Once I had completed my nine months – six of which were in Walvis Bay in Namibia – we had a three-day, or so, train journey back home. I was picked up by a mate at Joburg Railway Station.

One the way to Pretoria, the guy had Tommy playing on his eight-track (remember them?) and the one song which gained special meaning that day was called I’m Free, an uplifting, pretty strident song on which vocalist Roger Daltrey is in full flow. It’s also a pretty pivotal moment in the movie, which stars Daltrey in the title role.

“Yes,” I thought to myself, as Daltrey triumphantly sang the words “I’m free… and I’m waiting for you to follow me”. That, and the line “… and freedom tastes of reality”, became a bit of a credo; it’s one that remains to this day.

Well, to get back to my small hour musings, one can only hope that ’21 (the current one, that is) is indeed going to be a good year, but one has to say that the omens, so far anyway, haven’t been that great.

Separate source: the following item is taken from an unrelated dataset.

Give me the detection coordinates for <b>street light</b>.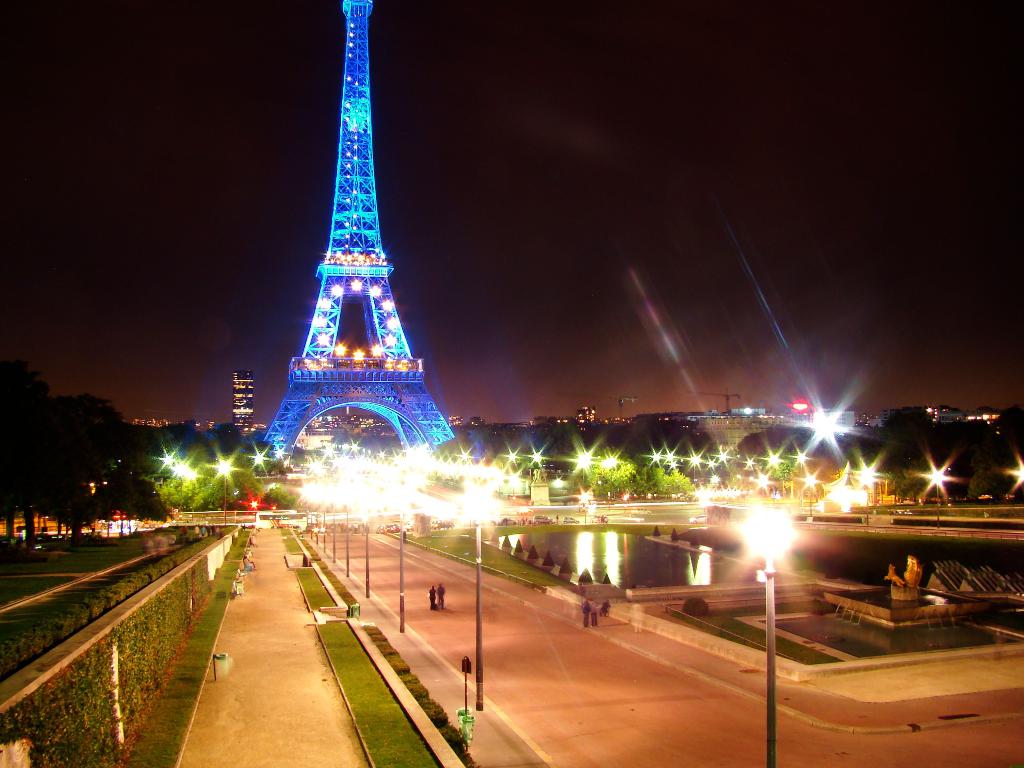
box=[212, 458, 236, 521].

That front-page report this week about the dire situation at the Pretoria Academic Hospital where people smitten by the coronavirus were lying on beds in the car park was sobering stuff indeed.

I think everyone owes a substantial debt of gratitude to our gallant doctors, nurses and other health workers who have been pulling out all the stops fighting to save lives.

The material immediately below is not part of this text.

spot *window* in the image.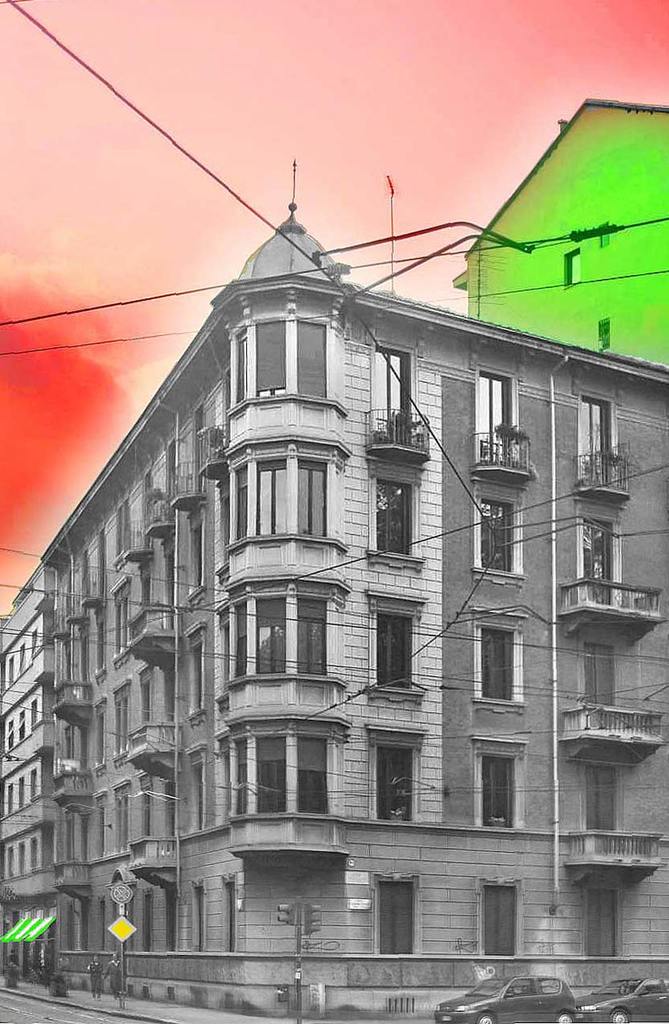
*window* found at <region>472, 612, 523, 706</region>.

It seems some diehards still don’t regard the pandemic as something which has any bearing on them. A couple of weeks ago, my eldest son, Gabriel, got punched on the nose by this guy he reprimanded for not wearing a mask in a pub full of other youngsters.

What really got his goat was that the other fellow uttered a racial expletive, which prompted a strong rebuke from Gabriel resulting in the fisticuffs.

It is my fervent hope that what this geezer had to say about the prevalence – or non-prevalence as far as he was concerned – of the dreaded virus isn’t common currency around these parts.

To his credit, President Cyril Ramaphosa has been playing a major part in promoting the idea of getting immunised. It is, nonetheless, a shame that the government dragged its feet in the early stages of the pandemic.

Still, happily we will be getting some super-duper vaccines, from India and China, apparently. There was some eerie footage which was shot in Wuhan, where the virus originated, on TV the other night.

So yeah, I guess we’ll have to do our bit to help ensure that 2021 does indeed turn out to be, in Mr Townshend’s words, a good year.

Or, as the other Who song has it; “See me/Feel me…”, indeed.

* RIP musician John Oakley-Smith, who was murdered in Zimbabwe this week. Well-known around the SA folk circuit, I was privileged to see him perform several times, mainly at Wits University, in the 1970s.

Thanks for the beautiful music you bequeathed to the world, John. Go well.